The rehearsals got more ship-shape as we went on. At the fourth every one was supposed to be “letter perfect,” and “parts” were tabooed. On this occasion, the piece was played straight through with nothing omitted, and the orchestra (two fiddles, a bass-viol, cornet, and drum) appeared in full force. For the last rehearsal, props and scenery were called. We had an exciting time with Jim, over the scenery, as might be expected. He had a row with everybody, and enjoyed himself immensely.
I saw our scene painter then for the first time. He was a jolly little fellow, and as full of cheery contrivance as a Mark Tapley. No difficulties seemed to daunt him. If a court of justice were wanted for the following night, and the nearest thing he had to it were a bar parlor, he was not in the least dismayed. He would have the bar parlor down; paint in a bit here; paint out a bit there; touch up a bit somewhere else — there was your court of justice! Half an hour was quite long enough for him to turn a hay-field into a church-yard, or a prison into a bedroom.
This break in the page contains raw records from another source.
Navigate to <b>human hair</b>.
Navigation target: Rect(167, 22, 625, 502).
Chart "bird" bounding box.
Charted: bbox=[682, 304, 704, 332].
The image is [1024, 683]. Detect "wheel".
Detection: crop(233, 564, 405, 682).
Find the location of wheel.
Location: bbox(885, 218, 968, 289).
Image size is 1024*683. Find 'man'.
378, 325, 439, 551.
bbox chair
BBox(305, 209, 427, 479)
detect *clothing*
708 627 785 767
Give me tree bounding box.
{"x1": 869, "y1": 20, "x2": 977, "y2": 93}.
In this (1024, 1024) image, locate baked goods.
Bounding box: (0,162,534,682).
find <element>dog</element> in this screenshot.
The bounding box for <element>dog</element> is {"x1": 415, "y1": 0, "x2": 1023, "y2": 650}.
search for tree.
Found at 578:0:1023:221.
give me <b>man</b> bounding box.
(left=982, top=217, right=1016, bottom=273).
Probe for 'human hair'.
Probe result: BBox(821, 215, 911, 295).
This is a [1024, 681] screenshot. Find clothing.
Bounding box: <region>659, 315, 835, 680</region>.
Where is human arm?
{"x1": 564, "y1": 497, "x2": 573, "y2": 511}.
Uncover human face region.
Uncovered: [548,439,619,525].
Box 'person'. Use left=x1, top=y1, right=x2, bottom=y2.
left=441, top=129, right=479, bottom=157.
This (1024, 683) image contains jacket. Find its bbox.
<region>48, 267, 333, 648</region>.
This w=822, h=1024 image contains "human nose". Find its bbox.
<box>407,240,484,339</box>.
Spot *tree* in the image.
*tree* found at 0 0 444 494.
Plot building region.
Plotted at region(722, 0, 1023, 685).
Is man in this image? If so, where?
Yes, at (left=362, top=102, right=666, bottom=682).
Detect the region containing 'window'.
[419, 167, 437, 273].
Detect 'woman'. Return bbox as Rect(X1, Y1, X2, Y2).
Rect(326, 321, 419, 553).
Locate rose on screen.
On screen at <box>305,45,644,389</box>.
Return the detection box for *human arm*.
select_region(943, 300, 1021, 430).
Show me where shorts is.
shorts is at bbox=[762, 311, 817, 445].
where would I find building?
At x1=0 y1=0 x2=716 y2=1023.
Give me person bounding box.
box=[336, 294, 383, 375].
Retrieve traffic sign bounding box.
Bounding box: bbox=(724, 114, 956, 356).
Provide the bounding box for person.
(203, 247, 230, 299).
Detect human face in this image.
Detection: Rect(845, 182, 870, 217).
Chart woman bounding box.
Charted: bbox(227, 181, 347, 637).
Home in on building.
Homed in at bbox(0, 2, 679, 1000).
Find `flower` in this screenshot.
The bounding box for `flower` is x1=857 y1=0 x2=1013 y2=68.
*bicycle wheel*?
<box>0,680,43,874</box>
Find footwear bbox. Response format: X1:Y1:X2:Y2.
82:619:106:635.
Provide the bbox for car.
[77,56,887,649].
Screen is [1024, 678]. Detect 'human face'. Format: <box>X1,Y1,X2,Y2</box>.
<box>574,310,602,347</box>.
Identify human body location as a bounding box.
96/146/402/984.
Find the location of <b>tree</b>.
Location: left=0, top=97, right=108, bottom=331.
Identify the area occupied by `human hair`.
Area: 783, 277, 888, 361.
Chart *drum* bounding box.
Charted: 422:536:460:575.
There was only one want, in the present case, that he didn’t supply, and that was cottages. All the virtuous people in the play lived in cottages. I never saw such a run on cottages. There were plenty of other residences to which they would have been welcome — halls, palaces, and dungeons the saloon cabin of a P. and O. steamer, drawingroom of No. 200 Belgrave Square (a really magnificent apartment this, with a clock on the mantelpiece). But no, they would all of them live in cottages. It would not pay to alter three or four different scenes, and turn them all into cottages, especially as they might, likely enough, be wanted for something else in a week’s time; so our one cottage interior had to accommodate about four distinct families. To keep up appearances, however, it was called by a different name on each occasion. With a round table and a candle, it was a widow’s cottage. With two candles and a gun, it was a blacksmith’s house. A square table instead of a round one—” Daddy Soloman’s home on the road to London. ‘Home, sweet home.’” Put a spade in the corner, and hang a coat behind the door, and you had the old mill on the Yorkshire moors.